Food & Drink · Recipes · Something New

Something New: Part 2 (and Part 2 Follow-Up!)

It seems that I am starting off these posts with recipes I have found and want to try. Where Part 1 was planned out for trying to make Cloud Bread for the first time, I have put that follow up post on hold. Why? Well, I found multiple recipes that I wanted to use it with, one of which was my biggest pastry weakness ever and well, I figured that follow-up post needed to include all the ways I found to try it. So that one will take a bit longer to post about.

Part 2 is also a recipe, but as a comparison to a specific recipe that I grew up with: My grandmother’s lasagna!

While searching for general dinner ideas on Pinterest (because I always look for new ideas there, and why not, right?), I came across what was being called “Grandmother[‘s] Best Lasagna in the Whole World.”

The best in the whole world? Really? I mean, of course, I had to pin it to try sometime and so why not try it out and compare it to my own grandmother’s recipe, the one I grew up on!

Comparing the recipes, they aren’t that different. There were just a few bits here and there, that could easily be modified from my grandma’s recipe to create the one I found on Pinterest. Simple things like using different meats and cheeses, down to adding certain herbs or spices. Admittedly, the only reason I wanted to compare the two is that they both had one major ingredient similarity: cottage cheese. Mostly, traditional lasagna recipes use ricotta, but where it used to not be as easy to find in a local grocery store, and then horribly expensive when you could find it, cottage cheese was an easy replacement, and became the ‘norm’ for specific dishes, like this. And as much as I loved my grandma’s lasagna when I was a kid, as I grew up and learned the difference between ‘real Italian’ and ‘makeshift Italian’, I went through a refusal to take shortcuts for traditional style dishes (from any country, actually). I stopped using the cottage cheese that my grandmother’s recipe called for and, since the price wasn’t all that different anyway, starting using ricotta.

***This is my moment to state, for the record, that ricotta is delicious but also rather dry by comparison to the cottage cheese, and that I liked this recipe so much that I will probably just stick to using cottage cheese again, from now on.***

So here are the differences:

  • ground beef and Italian sausage vs just ground beef
  • yellow onion cooked with the meat vs no onion
  • red pepper flakes mixed with the sauce vs no red pepper flakes
  • oregano and garlic mixed into the sauce vs parsley and no garlic
  • mozzarella and Swiss cheeses on top vs mozzarella and Parmesan

Now, I did not use the red pepper flakes, mainly for my children’s sake, and if it weren’t for them, I would have purchased hot Italian sausage instead of mild. The mild, however, did have quite a bit of a bite to it, so I will be happy using that again.

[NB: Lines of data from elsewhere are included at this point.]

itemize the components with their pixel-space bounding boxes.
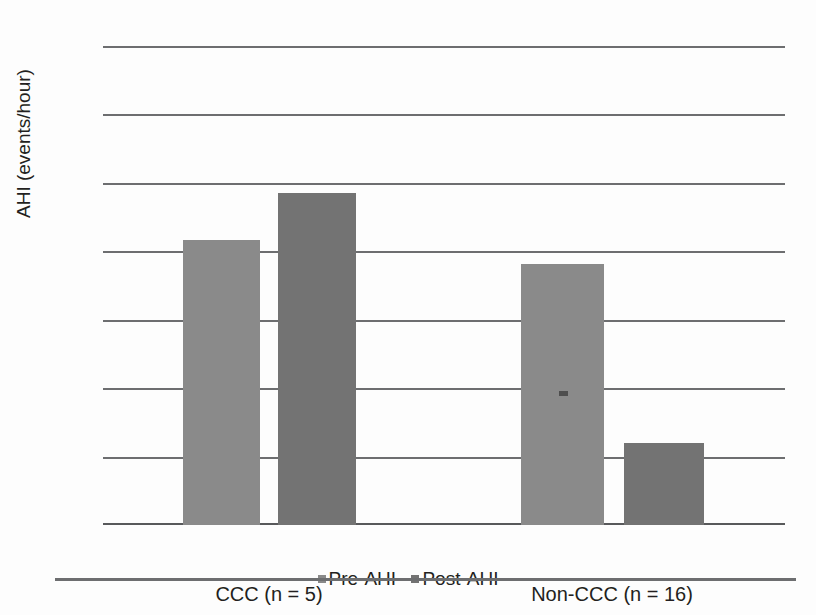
figure-bottom-rule xyxy=(55,578,796,581)
gridline-50 xyxy=(103,183,785,185)
bar-non-ccc-pre-ahi[interactable] xyxy=(521,264,604,525)
gridline-60 xyxy=(103,114,785,116)
bar-ccc-pre-ahi[interactable] xyxy=(183,240,260,525)
gridline-70 xyxy=(103,46,785,48)
bar-ccc-post-ahi[interactable] xyxy=(278,193,356,525)
plot-area: CCC (n = 5) Non-CCC (n = 16) xyxy=(103,46,785,525)
bar-chart-figure: AHI (events/hour) 70 60 50 40 30 20 10 0… xyxy=(0,0,816,615)
scan-artifact-speck xyxy=(559,391,568,396)
y-axis-title: AHI (events/hour) xyxy=(13,69,35,218)
bar-non-ccc-post-ahi[interactable] xyxy=(624,443,704,525)
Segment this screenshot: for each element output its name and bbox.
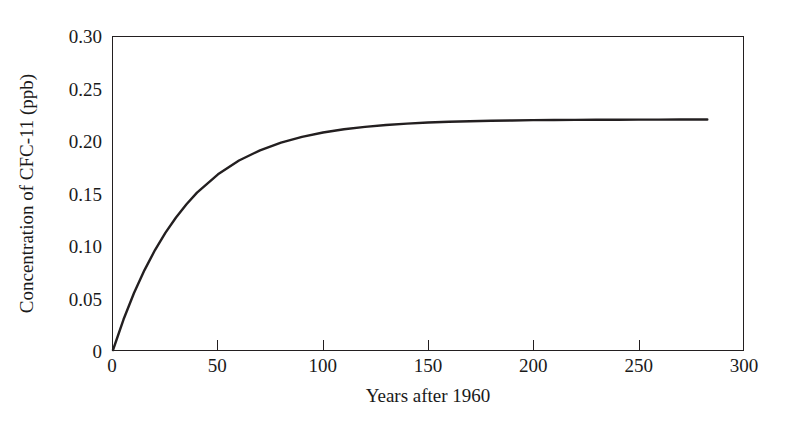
- x-tick-label: 50: [182, 356, 252, 375]
- y-axis-title: Concentration of CFC-11 (ppb): [14, 36, 40, 351]
- series-line-cfc-11: [113, 120, 707, 350]
- y-tick-label: 0.05: [44, 290, 102, 309]
- x-tick-mark: [428, 340, 429, 351]
- x-tick-label: 150: [393, 356, 463, 375]
- x-tick-mark: [533, 340, 534, 351]
- figure-container: Concentration of CFC-11 (ppb) 00.050.100…: [0, 0, 792, 426]
- y-tick-label: 0.25: [44, 80, 102, 99]
- x-tick-label: 200: [498, 356, 568, 375]
- x-tick-label: 250: [604, 356, 674, 375]
- y-tick-label: 0.10: [44, 237, 102, 256]
- plot-area: [113, 37, 743, 350]
- y-tick-label: 0.15: [44, 185, 102, 204]
- x-tick-label: 0: [77, 356, 147, 375]
- x-tick-mark: [323, 340, 324, 351]
- curve-svg: [113, 37, 743, 350]
- x-tick-label: 300: [709, 356, 779, 375]
- y-tick-label: 0.30: [44, 27, 102, 46]
- x-tick-mark: [217, 340, 218, 351]
- x-tick-label: 100: [288, 356, 358, 375]
- plot-frame: [112, 36, 744, 351]
- y-tick-label: 0.20: [44, 132, 102, 151]
- x-tick-mark: [639, 340, 640, 351]
- x-axis-title: Years after 1960: [112, 386, 744, 405]
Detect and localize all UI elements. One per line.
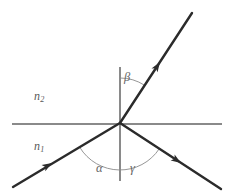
medium-lower-label: n1 xyxy=(34,140,44,154)
medium-lower-subscript: 1 xyxy=(40,145,44,154)
angle-gamma-label: γ xyxy=(130,162,135,175)
medium-upper-subscript: 2 xyxy=(40,95,44,104)
refraction-diagram: n2 n1 β α γ xyxy=(0,0,234,196)
reflected-ray xyxy=(120,123,221,189)
angle-alpha-label: α xyxy=(96,162,103,175)
angle-beta-label: β xyxy=(124,71,130,84)
medium-upper-label: n2 xyxy=(34,90,44,104)
incident-ray xyxy=(13,123,120,187)
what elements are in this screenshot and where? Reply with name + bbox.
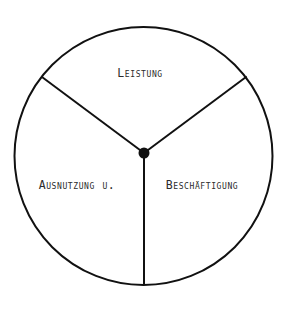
sector-label-beschaeftigung: Beschäftigung xyxy=(166,180,239,192)
diagram-canvas: Leistung Ausnutzung u. Beschäftigung xyxy=(0,0,286,310)
center-hub-dot xyxy=(139,148,150,159)
sector-label-ausnutzung: Ausnutzung u. xyxy=(39,180,116,192)
spoke-upper-right xyxy=(144,77,247,154)
spoke-upper-left xyxy=(41,77,144,154)
trisected-circle-diagram xyxy=(0,0,286,310)
sector-label-leistung: Leistung xyxy=(117,68,162,80)
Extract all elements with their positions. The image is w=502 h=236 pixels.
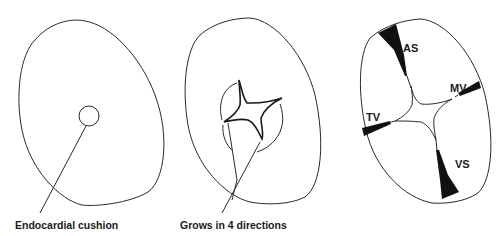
leader-line-1	[40, 126, 86, 213]
heart-outline-2	[185, 18, 321, 204]
central-star-shape	[395, 86, 452, 140]
cushion-star-shape	[224, 80, 282, 139]
label-mv: MV	[450, 82, 467, 94]
panel-grows-4-directions: Grows in 4 directions	[180, 18, 321, 231]
mv-septum-line	[455, 95, 458, 97]
heart-outline-1	[19, 20, 164, 205]
tv-septum-wedge	[362, 121, 391, 136]
caption-endocardial-cushion: Endocardial cushion	[15, 219, 118, 231]
growth-arc-right	[257, 104, 283, 152]
label-vs: VS	[455, 158, 470, 170]
endocardial-cushion-circle	[79, 106, 99, 126]
as-septum-line	[407, 76, 411, 88]
label-as: AS	[403, 42, 418, 54]
heart-development-diagram: Endocardial cushion Grows in 4 direction…	[0, 0, 502, 236]
label-tv: TV	[366, 111, 381, 123]
panel-endocardial-cushion: Endocardial cushion	[15, 20, 164, 231]
panel-final-structure: AS MV TV VS	[360, 19, 490, 203]
tv-septum-line	[391, 121, 395, 122]
caption-grows-4-directions: Grows in 4 directions	[180, 219, 287, 231]
leader-line-2a	[228, 123, 237, 180]
vs-septum-line	[436, 140, 437, 150]
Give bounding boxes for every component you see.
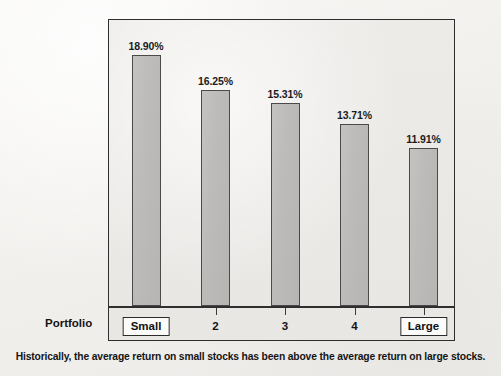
bar-value-label: 13.71% — [325, 109, 385, 121]
axis-category-label: Small — [123, 317, 170, 336]
bar-value-label: 11.91% — [394, 133, 454, 145]
axis-category-label: 4 — [351, 320, 357, 332]
axis-tick — [424, 308, 425, 315]
axis-category-row: Small234Large — [109, 308, 454, 341]
figure-caption: Historically, the average return on smal… — [0, 351, 501, 362]
bar — [340, 124, 369, 306]
bar — [409, 148, 438, 306]
axis-tick — [285, 308, 286, 315]
axis-tick — [216, 308, 217, 315]
bar — [271, 103, 300, 306]
plot-area: 18.90%16.25%15.31%13.71%11.91% — [109, 20, 454, 306]
bar — [132, 55, 161, 306]
axis-category-label: Large — [400, 317, 447, 336]
bar-value-label: 18.90% — [116, 40, 176, 52]
bar-value-label: 15.31% — [255, 88, 315, 100]
portfolio-row-label: Portfolio — [45, 317, 92, 329]
bar — [201, 90, 230, 306]
axis-category-label: 3 — [282, 320, 288, 332]
bar-value-label: 16.25% — [186, 75, 246, 87]
axis-tick — [355, 308, 356, 315]
axis-category-label: 2 — [212, 320, 218, 332]
chart-frame: 18.90%16.25%15.31%13.71%11.91% Small234L… — [108, 19, 455, 341]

Also, I couldn’t find shredded Swiss cheese on its own, so I compromised with what I did find; a mix of Swiss and Gruyere. I also used less of the Swiss than the recipe called for, and used more mozzarella, too. (There’s never anything wrong with more cheese, am I right?)

Oh, and my son, the pickiest eater in the house, did ask me to please not add the onion next time I make this, so I will save him a bit and likely not bother with the onion, just to see if he notices it isn’t in there or not.

In conclusion, this new recipe may not be one I will consider the ‘best in the whole world’, but it is pretty dang good and will become my new standard lasagna recipe. Or at least until I find one I like better than this one. And as it is so similar to my grandmother’s I may even just use hers and switch it up a bit instead. Different meat choices and cheeses really can change the overall flavor of the dish, and as much of a pain cooking lasagna can seem like, it’s worth the time put into assembling this dish. Trust me! If my kids like it, it’s worth giving it a shot!

Here is the recipe I found and followed.

Please comment and let me know if you have a recipe that you love, whether it’s lasagna or not, and think it’s the best one out there! I’d love to try and it and compare it to what I’ve been making in my adulthood or what I grew up having!

I love, love, love trying new recipes!